10 Apr 2006

Oral Archive on Return Migration launched at University College Cork (UCC)



In the latter part of the 20th century, large numbers of emigrants from Ireland, for the first time, began to return. Who returned? Why? What are their stories?  During the past two years, a team of researchers have conducted narrative interviews with 92 return migrants in Ireland, north and south. These interviews now form the basis of a new oral archive titled Narratives of Migration and Return. The Project, funded by the Higher Education Authority North-South Programme, is an all-island collaborative project, involving the Department of Geography (UCC), the Centre for Migration Studies (Omagh), Department of Sociology (University of Limerick) and School of History (Queen's University Belfast).

"The interviews which now form the basis of a new oral archive will be available to researchers into the future. Together with the project website, they comprise a valuable all-island research resource", said Dr Catríona Ní Laoire one of the project researchers.

This unique project explores the experiences of more than 90 return migrants, from all parts of Ireland and all kinds of backgrounds, in their own words. Despite the significance of return migration in contributing to population increase and social change in Ireland since the early 1990s, little research exists to date on the experiences and characteristics of return migrants. An understanding of return migration is vital to understanding recent changes in Irish and Northern Irish society and culture. It was felt therefore that there was a need for research that would record and explore the migration experiences of some of those who left Ireland during the decades of high emigration in the 1970s and 1980s, and of their experiences of returning to Ireland at a very different time. It was important to do this while these experiences were still being lived. In addition, It was felt that it would be of benefit that experts working on both sides of the border were involved, in order to provide recognition of the different migration contexts north and south. At the same time, the island-wide perspective would enable recognition of the shared experiences of migration, north and south.

The project therefore aimed to address these issues through recording life narratives of recent return migrants, and producing online research material aimed at facilitating an understanding of social change in Ireland in the late 20th and early 21st centuries through a focus on individual lives. Life narratives of 92 return migrants were collected by the three project researchers: Caitríona Ní Laoire and Liam Coakley (Department of Geography, UCC) and Johanne Devlin Trew (Centre for Migration Studies/School of History, Queen's University Belfast). These recorded interviews will be stored in an oral archive which will be available to researchers and interested parties into the future, while details of the research process will be available on the new project website.

The research resource was launched on 10 April 2006 in UCC by Dr Alistair Thomson from the Centre for Life History Research, University of Sussex.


■ **Your task**: Search the records below for the word "alpha". Pull out each line that has it.

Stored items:

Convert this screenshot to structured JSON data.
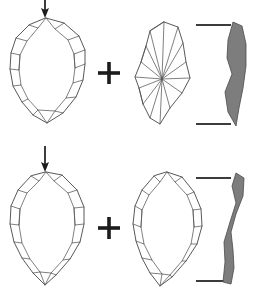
{
  "figure": {
    "title": "Lithic reduction sequence diagram",
    "description": "Archaeological line drawing showing two stages of biface reduction. Each stage pairs a plan-view outline with a flaked-face view and a shaded cross-section profile.",
    "width": 259,
    "height": 291,
    "background_color": "#ffffff",
    "stroke_color": "#3a3a3a",
    "scar_color": "#555555",
    "section_fill_color": "#7d7d7d",
    "arrow_color": "#1c1c1c"
  },
  "operators": [
    {
      "name": "plus-operator-stage-1",
      "glyph": "+",
      "x": 109,
      "y": 73
    },
    {
      "name": "plus-operator-stage-2",
      "glyph": "+",
      "x": 109,
      "y": 228
    }
  ],
  "arrows": [
    {
      "name": "input-arrow",
      "direction": "down",
      "x": 45,
      "y_start": 0,
      "y_end": 18,
      "label": "percussion input"
    },
    {
      "name": "stage-transition-arrow",
      "direction": "down",
      "x": 45,
      "y_start": 146,
      "y_end": 172,
      "label": "reduction step"
    }
  ],
  "stages": [
    {
      "name": "stage-1",
      "label": "Stage 1",
      "plan_view": {
        "name": "biface-plan-view-stage-1",
        "label": "Biface plan view, stage 1",
        "outline": "M 46 18 L 64 23 L 79 36 L 85 50 L 85 64 L 83 80 L 76 97 L 63 113 L 47 123 L 33 115 L 22 102 L 13 86 L 10 69 L 11 53 L 16 38 L 29 25 Z",
        "retouch_scars": [
          "M 46 18 L 38 28 L 29 25",
          "M 38 28 L 27 41 L 16 38",
          "M 27 41 L 20 55 L 11 53",
          "M 20 55 L 19 70 L 10 69",
          "M 19 70 L 21 85 L 13 86",
          "M 21 85 L 28 99 L 22 102",
          "M 28 99 L 38 110 L 33 115",
          "M 38 110 L 47 123",
          "M 46 18 L 55 29 L 64 23",
          "M 55 29 L 68 40 L 79 36",
          "M 68 40 L 74 54 L 85 50",
          "M 74 54 L 75 68 L 85 64",
          "M 75 68 L 73 83 L 83 80",
          "M 73 83 L 66 98 L 76 97",
          "M 66 98 L 55 111 L 63 113",
          "M 55 111 L 47 123",
          "M 38 110 L 55 111",
          "M 20 55 L 19 70",
          "M 74 54 L 75 68"
        ],
        "interior_ridges": [
          "M 46 18 L 47 123"
        ]
      },
      "flake_face_view": {
        "name": "flake-face-view-stage-1",
        "label": "Radially flaked face, stage 1",
        "outline": "M 164 22 L 178 27 L 183 43 L 186 62 L 190 78 L 182 93 L 170 108 L 160 124 L 150 118 L 143 104 L 139 88 L 135 77 L 141 62 L 146 46 L 150 31 Z",
        "radial_center": {
          "x": 162,
          "y": 79
        },
        "radial_rays": [
          "M 162 79 L 164 22",
          "M 162 79 L 178 27",
          "M 162 79 L 183 43",
          "M 162 79 L 186 62",
          "M 162 79 L 190 78",
          "M 162 79 L 182 93",
          "M 162 79 L 170 108",
          "M 162 79 L 160 124",
          "M 162 79 L 150 118",
          "M 162 79 L 143 104",
          "M 162 79 L 139 88",
          "M 162 79 L 135 77",
          "M 162 79 L 141 62",
          "M 162 79 L 146 46",
          "M 162 79 L 150 31"
        ],
        "chord_lines": [
          "M 150 31 L 164 22",
          "M 146 46 L 141 62",
          "M 139 88 L 143 104"
        ]
      },
      "section_view": {
        "name": "section-profile-stage-1",
        "label": "Cross-section profile, stage 1",
        "path": "M 233 22 L 242 26 L 246 44 L 246 66 L 243 88 L 239 108 L 236 126 L 228 112 L 225 92 L 232 74 L 227 58 L 228 40 Z",
        "fill": "#7d7d7d"
      },
      "scale_bars": [
        {
          "name": "scale-bar-top-stage-1",
          "x1": 196,
          "y1": 25,
          "x2": 231,
          "y2": 25
        },
        {
          "name": "scale-bar-bottom-stage-1",
          "x1": 196,
          "y1": 124,
          "x2": 231,
          "y2": 124
        }
      ]
    },
    {
      "name": "stage-2",
      "label": "Stage 2",
      "plan_view": {
        "name": "biface-plan-view-stage-2",
        "label": "Biface plan view, stage 2",
        "outline": "M 46 172 L 62 175 L 77 190 L 84 207 L 84 224 L 80 242 L 70 259 L 56 275 L 45 285 L 33 273 L 22 258 L 14 242 L 10 224 L 11 206 L 18 190 L 31 176 Z",
        "retouch_scars": [
          "M 46 172 L 39 181 L 31 176",
          "M 39 181 L 27 193 L 18 190",
          "M 27 193 L 20 209 L 11 206",
          "M 20 209 L 19 225 L 10 224",
          "M 19 225 L 22 243 L 14 242",
          "M 22 243 L 30 259 L 22 258",
          "M 30 259 L 40 272 L 33 273",
          "M 40 272 L 45 285",
          "M 46 172 L 54 181 L 62 175",
          "M 54 181 L 68 193 L 77 190",
          "M 68 193 L 74 208 L 84 207",
          "M 74 208 L 75 225 L 84 224",
          "M 75 225 L 72 243 L 80 242",
          "M 72 243 L 63 260 L 70 259",
          "M 63 260 L 51 273 L 56 275",
          "M 51 273 L 45 285",
          "M 40 272 L 51 273",
          "M 20 209 L 19 225",
          "M 74 208 L 75 225"
        ],
        "interior_ridges": []
      },
      "flake_face_view": {
        "name": "flake-face-view-stage-2",
        "label": "Flaked face view, stage 2",
        "outline": "M 167 172 L 182 177 L 194 192 L 201 209 L 202 226 L 197 244 L 186 261 L 172 277 L 160 286 L 150 273 L 142 258 L 136 241 L 133 224 L 135 206 L 142 190 L 154 176 Z",
        "retouch_scars": [
          "M 167 172 L 160 182 L 154 176",
          "M 160 182 L 149 195 L 142 190",
          "M 149 195 L 142 210 L 135 206",
          "M 142 210 L 141 227 L 133 224",
          "M 141 227 L 144 244 L 136 241",
          "M 144 244 L 152 260 L 142 258",
          "M 152 260 L 162 274 L 150 273",
          "M 162 274 L 160 286",
          "M 167 172 L 175 182 L 182 177",
          "M 175 182 L 187 195 L 194 192",
          "M 187 195 L 193 210 L 201 209",
          "M 193 210 L 194 227 L 202 226",
          "M 194 227 L 191 244 L 197 244",
          "M 191 244 L 182 261 L 186 261",
          "M 182 261 L 170 275 L 172 277",
          "M 170 275 L 160 286",
          "M 162 274 L 170 275",
          "M 142 210 L 141 227",
          "M 193 210 L 194 227"
        ]
      },
      "section_view": {
        "name": "section-profile-stage-2",
        "label": "Cross-section profile, stage 2",
        "path": "M 236 173 L 244 178 L 243 196 L 236 214 L 231 232 L 233 250 L 234 268 L 231 284 L 223 282 L 225 262 L 224 242 L 230 222 L 236 203 L 232 186 Z",
        "fill": "#7d7d7d"
      },
      "scale_bars": [
        {
          "name": "scale-bar-top-stage-2",
          "x1": 196,
          "y1": 178,
          "x2": 231,
          "y2": 178
        },
        {
          "name": "scale-bar-bottom-stage-2",
          "x1": 196,
          "y1": 281,
          "x2": 231,
          "y2": 281
        }
      ]
    }
  ]
}
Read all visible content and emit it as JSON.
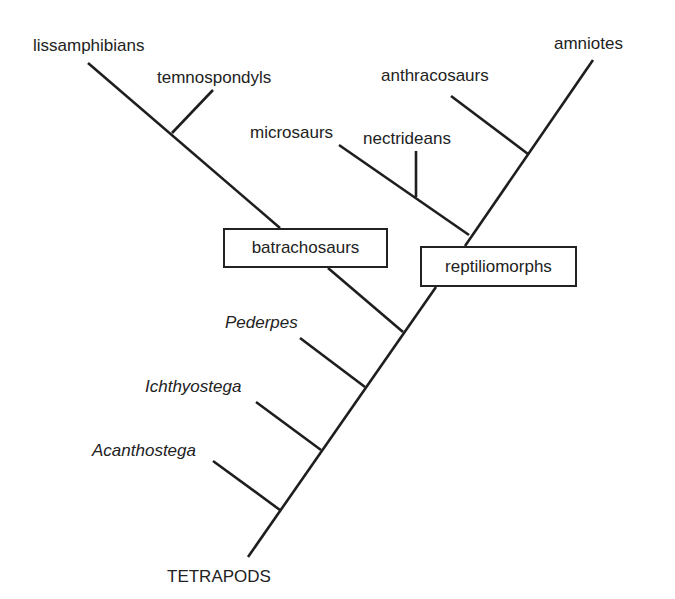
{
  "diagram": {
    "type": "cladogram",
    "root": "TETRAPODS",
    "taxa": {
      "lissamphibians": "lissamphibians",
      "temnospondyls": "temnospondyls",
      "microsaurs": "microsaurs",
      "nectrideans": "nectrideans",
      "anthracosaurs": "anthracosaurs",
      "amniotes": "amniotes",
      "pederpes": "Pederpes",
      "ichthyostega": "Ichthyostega",
      "acanthostega": "Acanthostega"
    },
    "clades": {
      "batrachosaurs": "batrachosaurs",
      "reptiliomorphs": "reptiliomorphs"
    },
    "line_color": "#1e1e1e"
  }
}
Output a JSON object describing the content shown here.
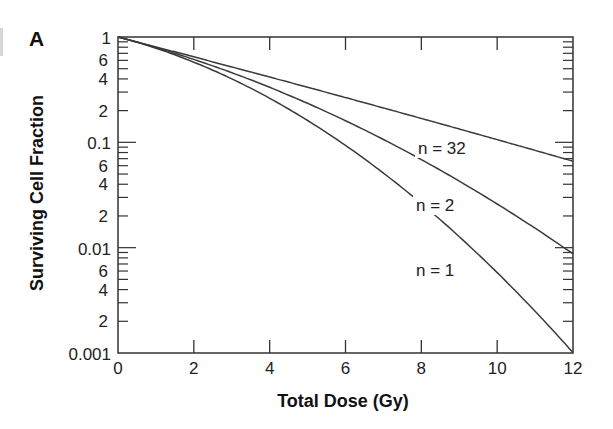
{
  "chart_data": {
    "type": "line",
    "panel_label": "A",
    "title": "",
    "xlabel": "Total Dose (Gy)",
    "ylabel": "Surviving Cell Fraction",
    "xlim": [
      0,
      12
    ],
    "ylim": [
      0.001,
      1
    ],
    "yscale": "log",
    "xticks": [
      0,
      2,
      4,
      6,
      8,
      10,
      12
    ],
    "xtick_labels": [
      "0",
      "2",
      "4",
      "6",
      "8",
      "10",
      "12"
    ],
    "ytick_major": [
      1,
      0.1,
      0.01,
      0.001
    ],
    "ytick_major_labels": [
      "1",
      "0.1",
      "0.01",
      "0.001"
    ],
    "ytick_minor_labels": [
      "6",
      "4",
      "2"
    ],
    "grid": false,
    "model": {
      "alpha": 0.215,
      "beta": 0.03,
      "formula": "S = exp(-n(alpha*d + beta*d^2)), d = D/n"
    },
    "series": [
      {
        "name": "n = 32",
        "x": [
          0,
          2,
          4,
          6,
          8,
          10,
          12
        ],
        "values": [
          1,
          0.645,
          0.417,
          0.269,
          0.174,
          0.112,
          0.066
        ],
        "label_pos": [
          418,
          154
        ]
      },
      {
        "name": "n = 2",
        "x": [
          0,
          2,
          4,
          6,
          8,
          10,
          12
        ],
        "values": [
          1,
          0.613,
          0.345,
          0.178,
          0.0836,
          0.0357,
          0.0087
        ],
        "label_pos": [
          416,
          211
        ]
      },
      {
        "name": "n = 1",
        "x": [
          0,
          2,
          4,
          6,
          8,
          10,
          12
        ],
        "values": [
          1,
          0.578,
          0.263,
          0.0944,
          0.0264,
          0.0058,
          0.001
        ],
        "label_pos": [
          416,
          276
        ]
      }
    ]
  },
  "colors": {
    "line": "#3a3a3a",
    "axis": "#333333",
    "text": "#222222"
  }
}
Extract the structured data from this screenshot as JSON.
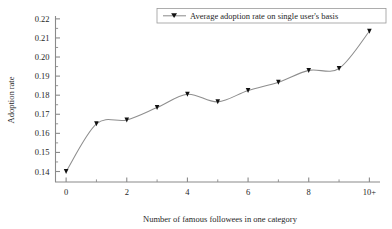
{
  "chart_data": {
    "type": "line",
    "title": "",
    "xlabel": "Number of famous followees in one category",
    "ylabel": "Adoption rate",
    "xlim": [
      -0.35,
      10.35
    ],
    "ylim": [
      0.1345,
      0.2215
    ],
    "grid": false,
    "legend_position": "top-right",
    "x": [
      0,
      1,
      2,
      3,
      4,
      5,
      6,
      7,
      8,
      9,
      10
    ],
    "x_tick_labels_major": [
      "0",
      "2",
      "4",
      "6",
      "8",
      "10+"
    ],
    "x_tick_values_major": [
      0,
      2,
      4,
      6,
      8,
      10
    ],
    "x_tick_values_minor": [
      1,
      3,
      5,
      7,
      9
    ],
    "y_tick_labels": [
      "0.14",
      "0.15",
      "0.16",
      "0.17",
      "0.18",
      "0.19",
      "0.20",
      "0.21",
      "0.22"
    ],
    "y_tick_values": [
      0.14,
      0.15,
      0.16,
      0.17,
      0.18,
      0.19,
      0.2,
      0.21,
      0.22
    ],
    "series": [
      {
        "name": "Average adoption rate on single user's basis",
        "marker": "triangle-down",
        "color": "#8e8e8e",
        "marker_color": "#111111",
        "values": [
          0.14,
          0.165,
          0.167,
          0.1735,
          0.1805,
          0.1765,
          0.1825,
          0.1868,
          0.193,
          0.194,
          0.2135
        ]
      }
    ]
  },
  "legend": {
    "entries": [
      {
        "label": "Average adoption rate on single user's basis"
      }
    ]
  },
  "axes": {
    "x_title": "Number of famous followees in one category",
    "y_title": "Adoption rate"
  }
}
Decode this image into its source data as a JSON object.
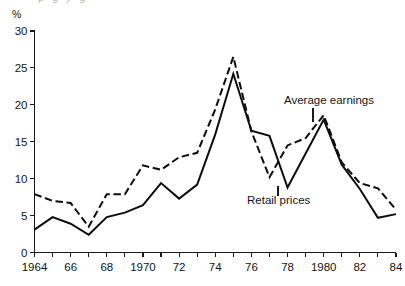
{
  "figure": {
    "background_color": "#ffffff",
    "ink_color": "#0d0d0d",
    "cropped_title_remnant": "p    g                      y          g"
  },
  "axes": {
    "y_unit_label": "%",
    "y_tick_labels": [
      "0",
      "5",
      "10",
      "15",
      "20",
      "25",
      "30"
    ],
    "x_tick_labels": [
      "1964",
      "",
      "66",
      "",
      "68",
      "",
      "1970",
      "",
      "72",
      "",
      "74",
      "",
      "76",
      "",
      "78",
      "",
      "1980",
      "",
      "82",
      "",
      "84"
    ]
  },
  "annotations": {
    "earnings_label": "Average earnings",
    "retail_label": "Retail prices"
  },
  "chart_data": {
    "type": "line",
    "title": "",
    "subtitle": "",
    "xlabel": "",
    "ylabel": "%",
    "xlim": [
      1964,
      1984
    ],
    "ylim": [
      0,
      30
    ],
    "ytick_step": 5,
    "xtick_step": 1,
    "grid": false,
    "legend_position": "inline-annotations",
    "x": [
      1964,
      1965,
      1966,
      1967,
      1968,
      1969,
      1970,
      1971,
      1972,
      1973,
      1974,
      1975,
      1976,
      1977,
      1978,
      1979,
      1980,
      1981,
      1982,
      1983,
      1984
    ],
    "series": [
      {
        "name": "Average earnings",
        "style": "dashed",
        "color": "#0d0d0d",
        "values": [
          7.9,
          7.0,
          6.7,
          3.5,
          7.9,
          7.9,
          11.8,
          11.2,
          12.9,
          13.5,
          19.4,
          26.5,
          16.4,
          10.2,
          14.5,
          15.5,
          18.6,
          12.2,
          9.4,
          8.7,
          5.8
        ]
      },
      {
        "name": "Retail prices",
        "style": "solid",
        "color": "#0d0d0d",
        "values": [
          3.1,
          4.8,
          3.9,
          2.4,
          4.8,
          5.4,
          6.4,
          9.4,
          7.3,
          9.2,
          16.0,
          24.2,
          16.5,
          15.8,
          8.8,
          13.4,
          18.0,
          11.9,
          8.6,
          4.7,
          5.2
        ]
      }
    ]
  }
}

■ **Exercise answer**:
      "alpha": 0.215,
      "formula": "S = exp(-n(alpha*d + beta*d^2)), d = D/n"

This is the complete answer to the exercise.